Beleaguered RIM’s Blackberry services crash across Europe, Middle East and Africa

“Millions of Blackberry owners across Europe, the Middle East and Africa have been left without services following a server crash,” BBC News reports.

“Owners of the smartphones were unable to browse the web, send email or instant messages,” The Beeb reports. “The problem appears to have originated in a datacentre in Slough which handles Blackberry services for the affected regions.”

The Beeb reports, “The first signs of trouble emerged about 11:00 BST but seemed to have escalated with tags about Blackberry and its BBM service trending on Twitter. The only functioning service on Blackberry seemed to be text messaging, prompting many users to voice their frustration online.”

Read more in the full article here.

[Thanks to MacDailyNews Reader “Indiemuppet” for the heads up.]

30 Comments

  1. So their data center is in Slough?!? Pronounced ‘slow’ and means ” A stagnant swamp, marsh, bog, or pond, especially as part of a bayou, inlet, or backwater.”

    Appropriate.

    1. ….the Slough of Despond [John Bunyan::Pilgrim’s Progress]
      “Surely, since you began to venture, you would not have been so base as to have given out for a few difficulties:”
      Seems apt.

  2. Cash flow is tight. But, you should have paid the electric bill for the datacentre in Slough.

    So, the weak link pops up again. Did you know that, for the iPhone, it doesn’t matter how you want to use or set up your e-mail service. You don’t bring down a continent or two of your users when things go bad.

    So, is RIMM an open or closed system? Or just DOA iPhone road kill. You think Apple is going to sell a few more iPhones over there?

  3. @DMac.

    It’s pronounced to rhyme with ‘cow’.

    John Betjemen immortalised it in a poem from which I quote:

    Come friendly bombs and rain on Slough
    It isn’t fit for humans now

    Think that gives you an idea of how cool a place it is.

  4. Behind almost every catastrophic IT failure is a Microsoft product. I’m therefore willing to bet that all it took was one Windows NT server bring down the entire show. RIM can rest assured that Ballmer will be releasing half a dozen new patches in addition to his offer of condolences.

  5. RIM’s cloud took a dump? predictable. All server farms have failure points, and yes, even backups fail too.

    All the more reason to doubt the integrity of anybody’s “cloud” rent-a-server salesmen. What are you going to say during the next iCloud outage? Apple’s server farm can’t offer 100% reliability. Never has in the past, and it won’t in the future.

    The more services migrate away from your machine onto remote data centers, the more likelihood that a server failure will cause widespread computing outages for millions, or at least a network outage will cause data inaccessibility to thousands.
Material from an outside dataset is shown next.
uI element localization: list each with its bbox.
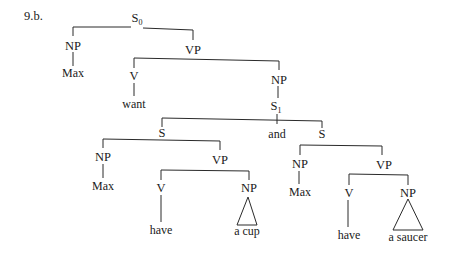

That was a main reason for the PC — allowing the end user to disconnect the server leash and manage his own computing, online or offline.

    1. This is an advantage of iCloud over Google, Amazon and many other cloud-services. Despite the (admittedly misleading) name, iCloud isn’t a streaming service, its a SYNCING service.

      If Google’s cloud goes down, say buh-bye to Gmail, Google tunes, everything that they have that lives in the cloud: you can’t reach it. But if Maiden, NC goes off the grid, your local tunes, documents, etc are all still local. Perhaps you’ll notice the impact only if you edit a document on your pad and your Mac’s copy doesn’t reflect the changes. A different problem, true, but your content is still reachable.

        1. Good question, I hadn’t thought of. If Maiden goes out, I imagine iMessage wouldn’t work. Its the processing center, not the carriers.

          I’m not sweating it. Apple didn’t build a data center the size of a regional shopping mall to underestimate demand of all this cloud stuff. And I’ve heard that they’re already hard at work on a backup replicant somewhere else.

        2. It’s not so much underestimating demand, as not having a failover service sufficiently isolated from the main one, i.e. a faulty update to one won’t take out other nodes. I seem to remember this is what exactly what happened when MS bought out Danger/Sidekick, six months later a faulty update cascaded across all nodes and wiped all connected users’ data from their devices, without backups (because the only backup option *was* the online service).

          IIRC iMessage will fall back to text if it can’t reach the Apple service, but that requires both sender and receiver iOS device have a phone number attached to it, i.e. iPod touches and Macs can’t fall back to texting.